There is a tendency to glorify, but there is nobody to glorify.
There is only glory. Glory is golden with green haloes around
it.
There are times when
I am = zero
That has the effect of an atom bomb. Who says so? Ego, of
course.
Sunyata is there at the edge of ego, right at the zero edge
of identity.
“The ‘I’ seems to have some sort of strength.”
A thought! Another trick of ego.
Sunyata is gone when ego tries to play a trick on itself
that it exists.
The interesting thing is that I am not writing this for me;
for, frankly speaking, this me does not seem to be.
Trying to capture sunyata, by writing about it, is always
at the edge of sunyata and self. It is very tricky.

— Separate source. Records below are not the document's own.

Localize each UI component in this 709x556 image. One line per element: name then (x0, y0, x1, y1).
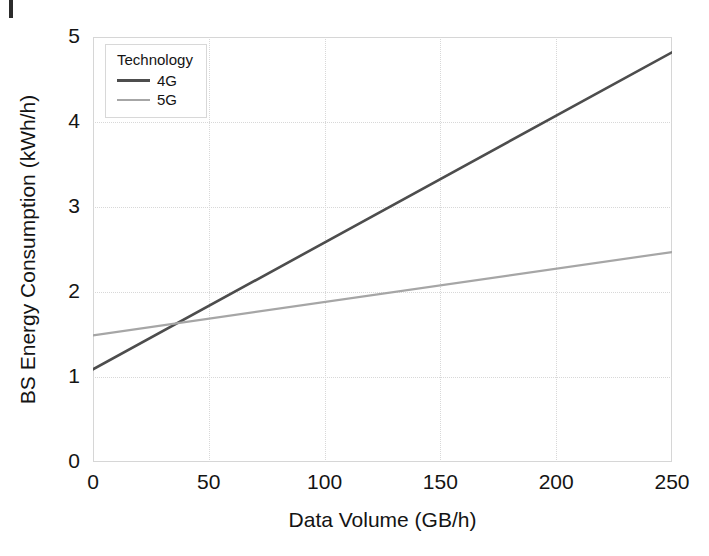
y-tick-label: 3 (0, 194, 80, 218)
legend-title: Technology (117, 51, 193, 68)
legend: Technology 4G5G (105, 44, 207, 118)
legend-label: 5G (157, 92, 177, 107)
y-axis-title: BS Energy Consumption (kWh/h) (16, 37, 40, 462)
legend-line-swatch (117, 99, 150, 101)
x-axis-title: Data Volume (GB/h) (93, 508, 672, 532)
y-tick-label: 2 (0, 279, 80, 303)
x-tick-label: 0 (53, 470, 133, 494)
line-chart-figure: 543210 050100150200250 Data Volume (GB/h… (0, 0, 709, 556)
series-line-5g (93, 252, 672, 335)
x-tick-label: 150 (400, 470, 480, 494)
y-tick-label: 4 (0, 109, 80, 133)
x-tick-label: 50 (169, 470, 249, 494)
y-tick-label: 1 (0, 364, 80, 388)
legend-label: 4G (157, 73, 177, 88)
y-tick-label: 5 (0, 24, 80, 48)
legend-entry-5g: 5G (117, 90, 193, 109)
legend-line-swatch (117, 79, 150, 82)
x-tick-label: 250 (632, 470, 709, 494)
x-tick-label: 100 (285, 470, 365, 494)
x-tick-label: 200 (516, 470, 596, 494)
legend-entry-4g: 4G (117, 71, 193, 90)
legend-entries: 4G5G (117, 71, 193, 109)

It is
very tricky—the moment there is an identity to an action
then there is no sunyata.
We must not forget that ego, too, is sunyata, for sunyata
is.
Sunyata is important, but not to me personally, for “I”
is more of an appearance than anything else. Right now, for
instance:
“I” = “Belief that I know sunyata.”
This “I” is mixed up with another bunch of “I”s,
all assuming that they exist. And so they create problems.
But, in fact, they are problems for nobody. And, in fact,
they are not problems. And, in fact, they are not. And, in
fact.
In the Heart Sutra, Avaloketisvara tells Shariputra, “Form
is emptiness, emptiness is form.” In sunyata, form is
empty. It is totally empty of any conceptual significance.
No association follows the perception. It is just what it
is, nothing. For making it a thing is the function of concepts.
On the other hand, each form assumes its full substantiality,
becomes full to the brim with itself. So this emptiness is
not really empty, it is quite full, but full with its own
reality and not what I lay on it. So the bed is full, is packed
with bedness. The dark is one hundred percent full with darkness.
Each form, because it is empty of concepts, takes the full
measure of its nature. The quality of beingness in sunyata
is of being awake: bodhi. It is not that I am awake. It is
more like reality is awake. Everything awakens to its own
nature. It is a sense of openness, brightness, naturalness.
My eyes are wide open, shiny. My face shines with an inner
light, so does everything else. A feeling of total presence,
of concreteness. Everything shines and is luminous, yet stays
just itself. There are no additions to reality. It is just
manifesting its intrinsic nature, now that it is free from
the tyranny of my beliefs and concepts about it. Everything
lightens up when ego relaxes its grip. Everything wakes up
when ego is gone, gate, gate. So the Heart Sutra says: Gate
gate, paragate, parasamgate, bodhi, swaha. So be it.